Fender Precision Bass

The Fender Precision Bass (often shortened to "P-Bass") is a model of electric bass guitar manufactured by Fender Musical Instruments Corporation. In its standard, post-1957 configuration, the Precision Bass is a solid body, four-stringed instrument usually equipped with a single split-coil humbucking pickup and a one-piece, 20-fret maple neck with rosewood or maple fingerboard.

Fender Precision Bass
ManufacturerFender
Period1951–present
Construction
Body typeSolid
Neck jointBolt-on
Woods
BodyAlder
Ash
Poplar
Basswood
NeckMaple
FretboardMaple
Rosewood
Pau Ferro
Ebony
Hardware
BridgeFixed
Pickup(s)One single-coil (1951–1957, occasional reissues)
Usually one two-piece split-coil humbucker (1957–present)
One split-coil humbucker and one Jazz Bass single-coil ("PJ" configuration)
One split-coil humbucker and one humbucking Jazz Bass pickup (1995-2009)
Colors available
Various 2- or 3-color sunbursts
Shades of blonde
Various shades of white, blue, red, green, etc.

Its prototype, designed by Leo Fender in 1950, was brought to market in 1951. It was the first electric bass guitar to earn widespread attention and use, remaining among the best-selling and most-imitated electric bass guitars with considerable effect on the sound of popular music. Leo Fender designed the P-bass for big band guitarists. As the Fifties progressed the big band era was winding down. Guitarists were usually the first to be fired. If a guitarist could double on bass then they had a better chance of staying employed. Double basses had no frets so the P-bass got frets. Upright bass players sometimes took umbrage when first asked to play the P-bass. Wes Montgomery's brother, Monk, almost got fired by Lionel Hampton when he said he would only play double bass. Lionel offered him two weeks' pay and a one-way ticket back to Indiana. Quickly embracing the P-bass, Monk became an early endorser of the P-bass.

The double bass is among the largest and most physically cumbersome instruments which are regularly still transported by the player on their own. It is also hard to hear in large bands or those that use amplified instruments, and it requires specialized skills to play that are distinct from those required to play the guitar. The Precision Bass was designed to overcome these drawbacks. In particular, the name "Precision" came from the use of frets to play in tune more easily than on the fretless fingerboard of the double bass.

As the electric bass guitar provides different tonal qualities than the double bass, players and bandleaders naturally needed some time to incorporate the new instrument into their musical visions. Subsequently, the more solid, harder-edged sound with more sustain of the electric bass guitar became increasingly dominant and an important factor in the transformation of the beat and rhythm of pop music from jump blues and swing to rhythm and blues, rock music, soul and funk.

Upright bassists initially looked at the new instrument with similar contempt as guitar players did with its solid-body sibling, the Telecaster, with vibraphonist/drummer Lionel Hampton's band among the first to incorporate the new instrument. Elvis Presley's bass player Bill Black, was beginning to use a Precision Bass during the filming of Jailhouse Rock and the recording of its soundtrack, but became so frustrated over his initial inability to get used to playing it, he angrily threw it on the floor. Elvis picked up the P-bass and finished the bass for "You're So Square (Baby I Don't Care)". Bill Black did overcome his frustration, playing on the single "Jailhouse Rock", and would play P-bass onstage with Elvis. Black continued using the P-bass with his own band, the Bill Black Combo, until his death. Interestingly, on Jailhouse Rock there is an early example of detuning: the bass is tuned down a halfstep to Eb-Ab-Db-Gb with a low open-string E flat clearly audible on the track.

Fender delivered an early Precision to Los Angeles session bassist and arranger Shifty Henry. Monk Montgomery became the second jazz player to popularize what would be widely referred to as the "Fender Bass" at the time, first with Lionel Hampton, and then with his brother, guitarist Wes Montgomery. By 1954 Henry and Montgomery were appearing in Fender's advertising.

By the end of the 1950s the "P-Bass", as it would later be called, was finally gaining acceptance with rock 'n roll and country bassists, and also with guitarists who would double on the instrument. The most notable of the latter was Carol Kaye, originally a jazz guitarist, who as a bassist became best known for her work as part of the consortium of L.A. session musicians known as The Wrecking Crew.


Task instructions
Using the listing that follows, return every line with the word "content".
-------- Data provided --------
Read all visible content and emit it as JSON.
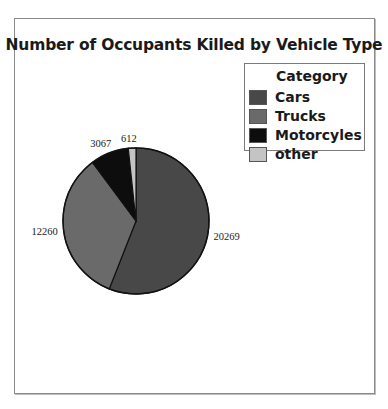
{
  "chart": {
    "title": "Number of Occupants Killed by Vehicle Type",
    "legend": {
      "title": "Category",
      "items": [
        {
          "label": "Cars",
          "color": "#484848"
        },
        {
          "label": "Trucks",
          "color": "#6a6a6a"
        },
        {
          "label": "Motorcyles",
          "color": "#0d0d0d"
        },
        {
          "label": "other",
          "color": "#c4c4c4"
        }
      ]
    }
  },
  "chart_data": {
    "type": "pie",
    "title": "Number of Occupants Killed by Vehicle Type",
    "legend_title": "Category",
    "legend_position": "upper right",
    "categories": [
      "Cars",
      "Trucks",
      "Motorcyles",
      "other"
    ],
    "values": [
      20269,
      12260,
      3067,
      612
    ],
    "colors": [
      "#484848",
      "#6a6a6a",
      "#0d0d0d",
      "#c4c4c4"
    ],
    "labels": [
      "20269",
      "12260",
      "3067",
      "612"
    ],
    "start_angle": "12 o'clock",
    "direction": "clockwise"
  }
}
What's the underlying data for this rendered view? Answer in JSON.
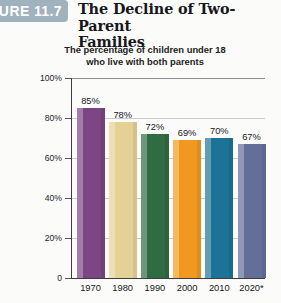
{
  "figure": {
    "badge_label": "GURE 11.7"
  },
  "header": {
    "title_line1": "The Decline of Two-Parent",
    "title_line2": "Families",
    "subtitle_line1": "The percentage of children under 18",
    "subtitle_line2": "who live with both parents"
  },
  "chart_data": {
    "type": "bar",
    "title": "The Decline of Two-Parent Families",
    "subtitle": "The percentage of children under 18 who live with both parents",
    "xlabel": "",
    "ylabel": "",
    "categories": [
      "1970",
      "1980",
      "1990",
      "2000",
      "2010",
      "2020*"
    ],
    "values": [
      85,
      78,
      72,
      69,
      70,
      67
    ],
    "value_labels": [
      "85%",
      "78%",
      "72%",
      "69%",
      "70%",
      "67%"
    ],
    "ylim": [
      0,
      100
    ],
    "ytick_values": [
      0,
      20,
      40,
      60,
      80,
      100
    ],
    "ytick_labels": [
      "0",
      "20%",
      "40%",
      "60%",
      "80%",
      "100%"
    ],
    "grid": true,
    "legend": "none",
    "bar_colors": [
      "#7c4584",
      "#e5d096",
      "#2f6b43",
      "#f0981f",
      "#1d7395",
      "#636e99"
    ],
    "footnote_marker": "*"
  }
}
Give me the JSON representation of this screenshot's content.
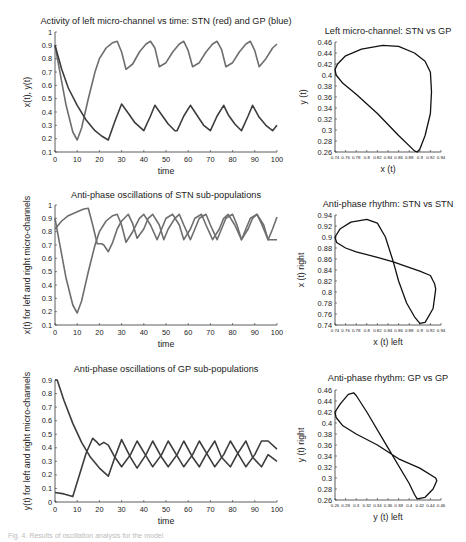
{
  "chart_data": [
    {
      "id": "p1",
      "type": "line",
      "title": "Activity of left micro-channel vs time: STN (red) and GP (blue)",
      "xlabel": "time",
      "ylabel": "x(t), y(t)",
      "xlim": [
        0,
        100
      ],
      "ylim": [
        0.1,
        1
      ],
      "xticks": [
        "0",
        "10",
        "20",
        "30",
        "40",
        "50",
        "60",
        "70",
        "80",
        "90",
        "100"
      ],
      "yticks": [
        "0.1",
        "0.2",
        "0.3",
        "0.4",
        "0.5",
        "0.6",
        "0.7",
        "0.8",
        "0.9",
        "1"
      ],
      "series": [
        {
          "name": "STN x(t)",
          "color": "#6e6e6e",
          "x": [
            0,
            2,
            5,
            8,
            10,
            12,
            15,
            18,
            20,
            23,
            26,
            28,
            30,
            32,
            35,
            38,
            41,
            43,
            45,
            47,
            50,
            53,
            56,
            58,
            60,
            62,
            65,
            68,
            71,
            73,
            75,
            77,
            80,
            83,
            86,
            88,
            90,
            92,
            95,
            98,
            100
          ],
          "y": [
            0.9,
            0.72,
            0.45,
            0.25,
            0.19,
            0.28,
            0.5,
            0.7,
            0.8,
            0.88,
            0.92,
            0.93,
            0.85,
            0.72,
            0.76,
            0.85,
            0.91,
            0.93,
            0.88,
            0.74,
            0.77,
            0.85,
            0.91,
            0.93,
            0.86,
            0.74,
            0.77,
            0.85,
            0.91,
            0.93,
            0.87,
            0.74,
            0.77,
            0.85,
            0.91,
            0.93,
            0.86,
            0.74,
            0.8,
            0.88,
            0.91
          ]
        },
        {
          "name": "GP y(t)",
          "color": "#3d3d3d",
          "x": [
            0,
            3,
            6,
            10,
            14,
            18,
            21,
            24,
            27,
            30,
            33,
            36,
            40,
            43,
            45,
            48,
            51,
            54,
            55,
            58,
            61,
            65,
            67,
            70,
            73,
            76,
            78,
            81,
            84,
            87,
            89,
            92,
            95,
            98,
            100
          ],
          "y": [
            0.9,
            0.72,
            0.58,
            0.45,
            0.34,
            0.26,
            0.22,
            0.19,
            0.33,
            0.46,
            0.39,
            0.32,
            0.26,
            0.37,
            0.45,
            0.38,
            0.31,
            0.26,
            0.26,
            0.37,
            0.45,
            0.35,
            0.3,
            0.26,
            0.37,
            0.45,
            0.38,
            0.31,
            0.26,
            0.37,
            0.45,
            0.36,
            0.3,
            0.26,
            0.3
          ]
        }
      ]
    },
    {
      "id": "p2",
      "type": "line",
      "title": "Left micro-channel: STN vs GP",
      "xlabel": "x (t)",
      "ylabel": "y (t)",
      "xlim": [
        0.74,
        0.94
      ],
      "ylim": [
        0.26,
        0.46
      ],
      "xticks": [
        "0.74",
        "0.76",
        "0.78",
        "0.8",
        "0.82",
        "0.84",
        "0.86",
        "0.88",
        "0.9",
        "0.92",
        "0.94"
      ],
      "yticks": [
        "0.26",
        "0.28",
        "0.3",
        "0.32",
        "0.34",
        "0.36",
        "0.38",
        "0.4",
        "0.42",
        "0.44",
        "0.46"
      ],
      "series": [
        {
          "name": "phase loop",
          "color": "#111111",
          "x": [
            0.74,
            0.745,
            0.76,
            0.79,
            0.83,
            0.86,
            0.89,
            0.91,
            0.92,
            0.922,
            0.92,
            0.91,
            0.9,
            0.895,
            0.89,
            0.86,
            0.82,
            0.78,
            0.755,
            0.742,
            0.74
          ],
          "y": [
            0.41,
            0.42,
            0.435,
            0.447,
            0.454,
            0.452,
            0.44,
            0.425,
            0.405,
            0.37,
            0.33,
            0.29,
            0.265,
            0.26,
            0.262,
            0.29,
            0.33,
            0.365,
            0.385,
            0.4,
            0.41
          ]
        }
      ]
    },
    {
      "id": "p3",
      "type": "line",
      "title": "Anti-phase oscillations of STN sub-populations",
      "xlabel": "time",
      "ylabel": "x(t) for left and right micro-channels",
      "xlim": [
        0,
        100
      ],
      "ylim": [
        0.1,
        1
      ],
      "xticks": [
        "0",
        "10",
        "20",
        "30",
        "40",
        "50",
        "60",
        "70",
        "80",
        "90",
        "100"
      ],
      "yticks": [
        "0.1",
        "0.2",
        "0.3",
        "0.4",
        "0.5",
        "0.6",
        "0.7",
        "0.8",
        "0.9",
        "1"
      ],
      "series": [
        {
          "name": "STN left",
          "color": "#6e6e6e",
          "x": [
            0,
            2,
            5,
            8,
            10,
            12,
            15,
            18,
            20,
            23,
            26,
            28,
            30,
            32,
            35,
            38,
            40,
            43,
            46,
            48,
            50,
            53,
            56,
            58,
            61,
            63,
            66,
            68,
            71,
            74,
            76,
            78,
            81,
            84,
            86,
            88,
            91,
            93,
            96,
            98,
            100
          ],
          "y": [
            0.9,
            0.72,
            0.45,
            0.25,
            0.19,
            0.28,
            0.5,
            0.7,
            0.8,
            0.88,
            0.92,
            0.93,
            0.85,
            0.72,
            0.8,
            0.9,
            0.93,
            0.85,
            0.74,
            0.82,
            0.9,
            0.93,
            0.85,
            0.74,
            0.82,
            0.9,
            0.93,
            0.85,
            0.74,
            0.82,
            0.9,
            0.93,
            0.85,
            0.74,
            0.82,
            0.9,
            0.93,
            0.86,
            0.74,
            0.82,
            0.91
          ]
        },
        {
          "name": "STN right",
          "color": "#6e6e6e",
          "x": [
            0,
            3,
            6,
            10,
            13,
            15,
            17,
            19,
            21,
            22,
            24,
            26,
            28,
            30,
            33,
            35,
            37,
            40,
            42,
            44,
            47,
            49,
            51,
            54,
            56,
            58,
            61,
            63,
            65,
            68,
            70,
            73,
            75,
            77,
            80,
            82,
            84,
            87,
            89,
            91,
            94,
            96,
            98,
            100
          ],
          "y": [
            0.82,
            0.88,
            0.92,
            0.95,
            0.97,
            0.975,
            0.85,
            0.71,
            0.71,
            0.7,
            0.65,
            0.72,
            0.82,
            0.88,
            0.93,
            0.86,
            0.75,
            0.82,
            0.9,
            0.93,
            0.85,
            0.74,
            0.82,
            0.9,
            0.93,
            0.85,
            0.74,
            0.82,
            0.9,
            0.93,
            0.85,
            0.74,
            0.82,
            0.9,
            0.93,
            0.85,
            0.74,
            0.82,
            0.9,
            0.93,
            0.85,
            0.74,
            0.74,
            0.74
          ]
        }
      ]
    },
    {
      "id": "p4",
      "type": "line",
      "title": "Anti-phase rhythm: STN vs STN",
      "xlabel": "x (t) left",
      "ylabel": "x (t) right",
      "xlim": [
        0.74,
        0.94
      ],
      "ylim": [
        0.74,
        0.94
      ],
      "xticks": [
        "0.74",
        "0.76",
        "0.78",
        "0.8",
        "0.82",
        "0.84",
        "0.86",
        "0.88",
        "0.9",
        "0.92",
        "0.94"
      ],
      "yticks": [
        "0.74",
        "0.76",
        "0.78",
        "0.8",
        "0.82",
        "0.84",
        "0.86",
        "0.88",
        "0.9",
        "0.92",
        "0.94"
      ],
      "series": [
        {
          "name": "figure-eight",
          "color": "#111111",
          "x": [
            0.74,
            0.75,
            0.77,
            0.8,
            0.82,
            0.835,
            0.85,
            0.86,
            0.875,
            0.89,
            0.9,
            0.91,
            0.925,
            0.93,
            0.928,
            0.92,
            0.9,
            0.87,
            0.85,
            0.82,
            0.78,
            0.76,
            0.743,
            0.74
          ],
          "y": [
            0.9,
            0.915,
            0.927,
            0.932,
            0.925,
            0.9,
            0.855,
            0.82,
            0.78,
            0.755,
            0.743,
            0.745,
            0.77,
            0.805,
            0.815,
            0.83,
            0.838,
            0.848,
            0.855,
            0.863,
            0.873,
            0.88,
            0.89,
            0.9
          ]
        }
      ]
    },
    {
      "id": "p5",
      "type": "line",
      "title": "Anti-phase oscillations of GP sub-populations",
      "xlabel": "time",
      "ylabel": "y(t) for left and right micro-channels",
      "xlim": [
        0,
        100
      ],
      "ylim": [
        0,
        0.9
      ],
      "xticks": [
        "0",
        "10",
        "20",
        "30",
        "40",
        "50",
        "60",
        "70",
        "80",
        "90",
        "100"
      ],
      "yticks": [
        "0",
        "0.1",
        "0.2",
        "0.3",
        "0.4",
        "0.5",
        "0.6",
        "0.7",
        "0.8",
        "0.9"
      ],
      "series": [
        {
          "name": "GP left",
          "color": "#3d3d3d",
          "x": [
            0,
            1,
            4,
            8,
            12,
            16,
            20,
            24,
            27,
            30,
            34,
            37,
            41,
            44,
            48,
            51,
            55,
            58,
            62,
            65,
            68,
            72,
            75,
            79,
            82,
            86,
            89,
            93,
            96,
            100
          ],
          "y": [
            0.9,
            0.9,
            0.75,
            0.58,
            0.44,
            0.33,
            0.25,
            0.19,
            0.33,
            0.46,
            0.33,
            0.25,
            0.35,
            0.45,
            0.33,
            0.26,
            0.35,
            0.45,
            0.33,
            0.26,
            0.35,
            0.45,
            0.33,
            0.26,
            0.35,
            0.45,
            0.33,
            0.26,
            0.35,
            0.3
          ]
        },
        {
          "name": "GP right",
          "color": "#3d3d3d",
          "x": [
            0,
            4,
            8,
            11,
            14,
            17,
            19,
            20,
            22,
            24,
            27,
            30,
            34,
            37,
            41,
            44,
            48,
            51,
            55,
            58,
            62,
            65,
            69,
            72,
            76,
            79,
            83,
            86,
            90,
            93,
            96,
            100
          ],
          "y": [
            0.07,
            0.06,
            0.04,
            0.2,
            0.36,
            0.47,
            0.44,
            0.42,
            0.44,
            0.42,
            0.33,
            0.26,
            0.35,
            0.45,
            0.34,
            0.26,
            0.35,
            0.45,
            0.34,
            0.26,
            0.35,
            0.45,
            0.34,
            0.26,
            0.35,
            0.45,
            0.34,
            0.26,
            0.35,
            0.45,
            0.45,
            0.39
          ]
        }
      ]
    },
    {
      "id": "p6",
      "type": "line",
      "title": "Anti-phase rhythm: GP vs GP",
      "xlabel": "y (t) left",
      "ylabel": "y (t) right",
      "xlim": [
        0.26,
        0.46
      ],
      "ylim": [
        0.26,
        0.46
      ],
      "xticks": [
        "0.26",
        "0.28",
        "0.3",
        "0.32",
        "0.34",
        "0.36",
        "0.38",
        "0.4",
        "0.42",
        "0.44",
        "0.46"
      ],
      "yticks": [
        "0.26",
        "0.28",
        "0.3",
        "0.32",
        "0.34",
        "0.36",
        "0.38",
        "0.4",
        "0.42",
        "0.44",
        "0.46"
      ],
      "series": [
        {
          "name": "figure-eight",
          "color": "#111111",
          "x": [
            0.26,
            0.27,
            0.285,
            0.295,
            0.3,
            0.32,
            0.36,
            0.4,
            0.41,
            0.415,
            0.43,
            0.445,
            0.452,
            0.45,
            0.42,
            0.38,
            0.34,
            0.3,
            0.275,
            0.262,
            0.26
          ],
          "y": [
            0.42,
            0.435,
            0.452,
            0.455,
            0.45,
            0.42,
            0.355,
            0.29,
            0.27,
            0.262,
            0.265,
            0.28,
            0.295,
            0.3,
            0.318,
            0.335,
            0.36,
            0.38,
            0.395,
            0.41,
            0.42
          ]
        }
      ]
    }
  ],
  "caption": "Fig. 4. Results of oscillation analysis for the model"
}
--------
Solution for this task
Read all visible content and emit it as JSON.
Give me the JSON representation of this screenshot's content.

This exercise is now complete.